Visually and aurally the pack leans on atmosphere: period instruments and short, themed jingles lend scenes an evocative local colour, and the map regions provide pleasing variety across plains, river valleys and mountain passes. Yet the underlying engine is the familiar Railway Empire 2 one – the palette and tilework are attractive but not revolutionary – so the DLC’s greatest wins are mood and content breadth rather than eye-watering technical leaps. For fans of the series this is a welcome, well-crafted expansion that offers new toys and scenarios worth the price; for more casual players the novelty may run out once the core campaign goals are completed.
Autobahn Police Simulator 3 – Speed Trap & Police Motorcycle review (PS5)
Autobahn Police Simulator 3’s new Speed Trap and Police Motorcycle DLCs lean into what the base game did best – giving players discrete, procedural tasks that let them feel useful on the motorway – while also exposing the same rough edges that tempered earlier enjoyment. The Speed Trap neatly expands the station’s toolkit: placing a radar-equipped van and later processing photographic evidence fits cleanly with the game’s forensic, paperwork-led rhythms and rewards methodical play. The motorcycle, by contrast, aims for immediacy, throwing players into high-speed, two-wheeled chases and tighter traffic navigation; it injects a welcome adrenaline hit and fresh mission permutations into otherwise routine patrols.
Mechanically, both add clear variety, but neither fully disguises the core game’s handling and camera headaches. The Speed Trap is satisfying in concept – staking out lanes, catching offenders on film and filing penalties gives a tangible sense of policing – yet the activity can loop into repetition unless scenarios are varied, and its usefulness is limited if driving and AI traffic remain inconsistent. The motorcycle brings more precise, nimble controls and a different perspective that makes pursuits feel more immediate, but that immediacy also highlights awkward steering physics and occasional jittery camera work that sometimes make high-speed moments more frustrating than thrilling.

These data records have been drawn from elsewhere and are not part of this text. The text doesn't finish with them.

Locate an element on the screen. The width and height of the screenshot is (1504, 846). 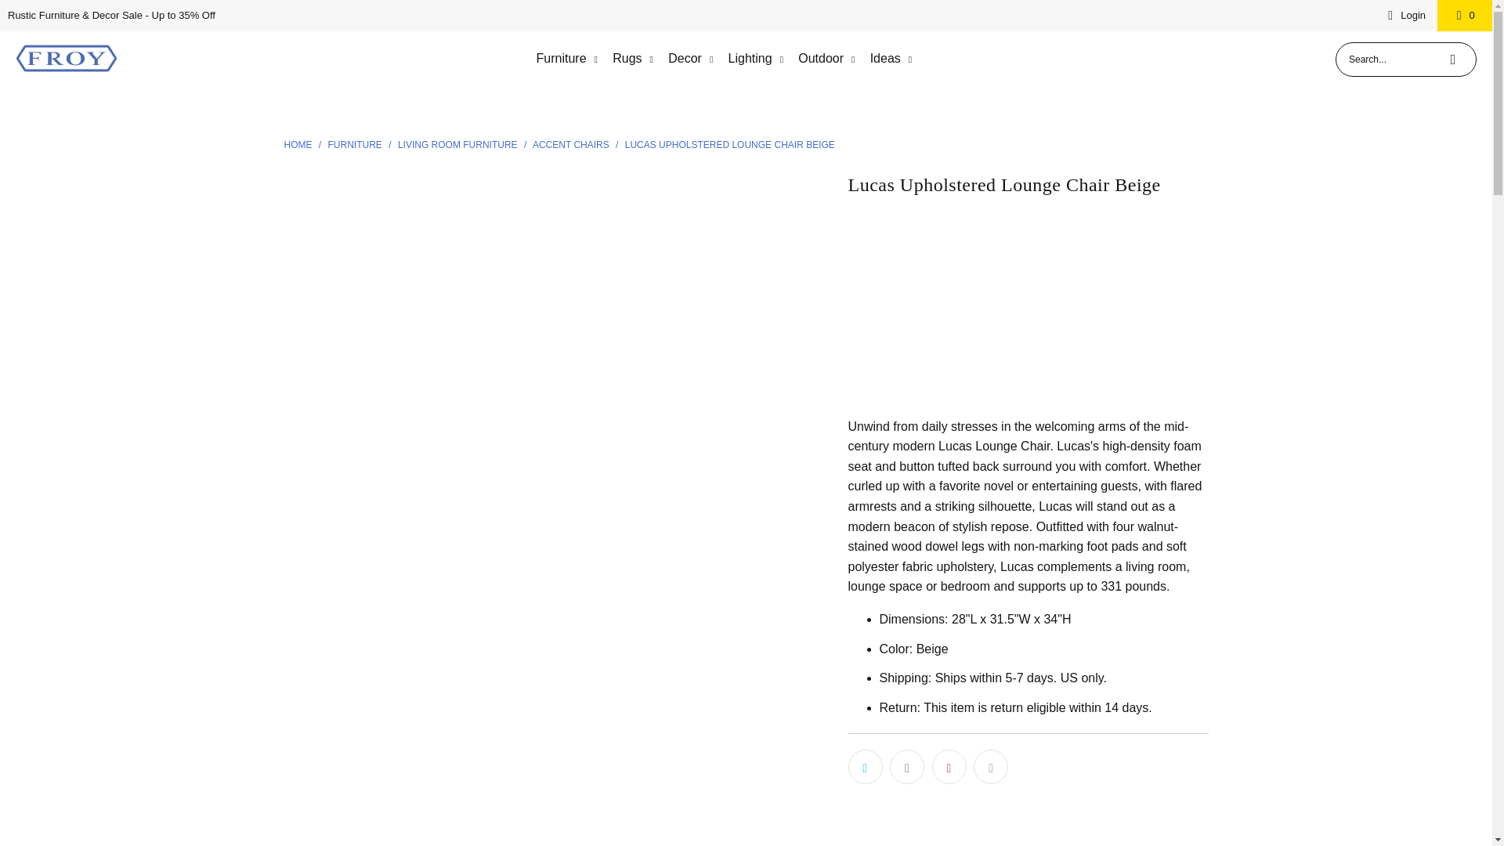
Email this to a friend is located at coordinates (990, 766).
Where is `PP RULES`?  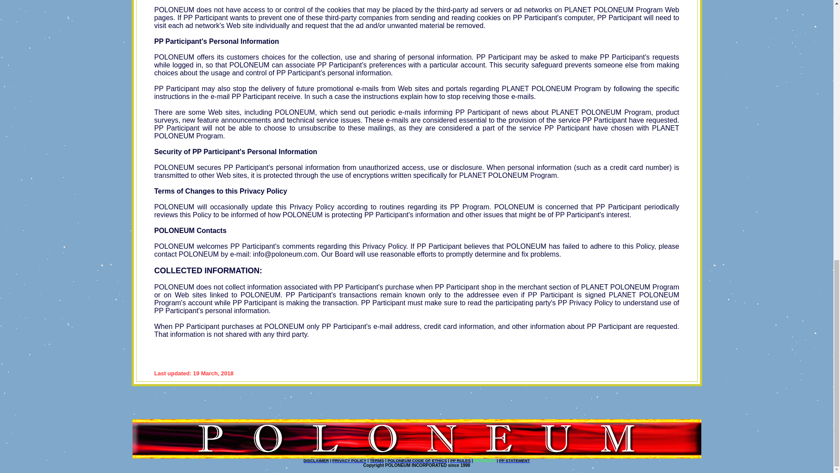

Visually and sonically, the DLCs largely ride on the base game’s presentation: models and environments are serviceable, and the new motorcycle model is a neat, detailed addition that sells the promise of faster response times. However, persistent performance stutters, texture pop-in and an often-unsteady frame pacing in the PS5 build keep the additions from feeling polished. Audio design does its job – sirens, engines and radio chatter add atmosphere – but they can’t fully hide the technical roughness beneath. For players who prize immersion and clean visuals, these shortcomings will be noticeable; for those after new mission types and a more varied shift, the DLCs deliver worthwhile content.
All told, Aerosoft and Z-Software have produced two sensible expansions that broaden the ways a player can approach Autobahn policing on PS5: Speed Trap deepens the station’s investigative toolkit, and the Police Motorcycle injects a streak of velocity and variety into missions. They are not transformational – the base game’s noted technical and control issues remain the limiting factor – but they are pragmatic, purpose-built additions that will extend playtime for fans who enjoy methodical traffic enforcement and want a different driving flavour. For readers who remembered the base game’s charm undercut by rough performance, these DLCs will be welcome if approached as incremental upgrades rather than fixes.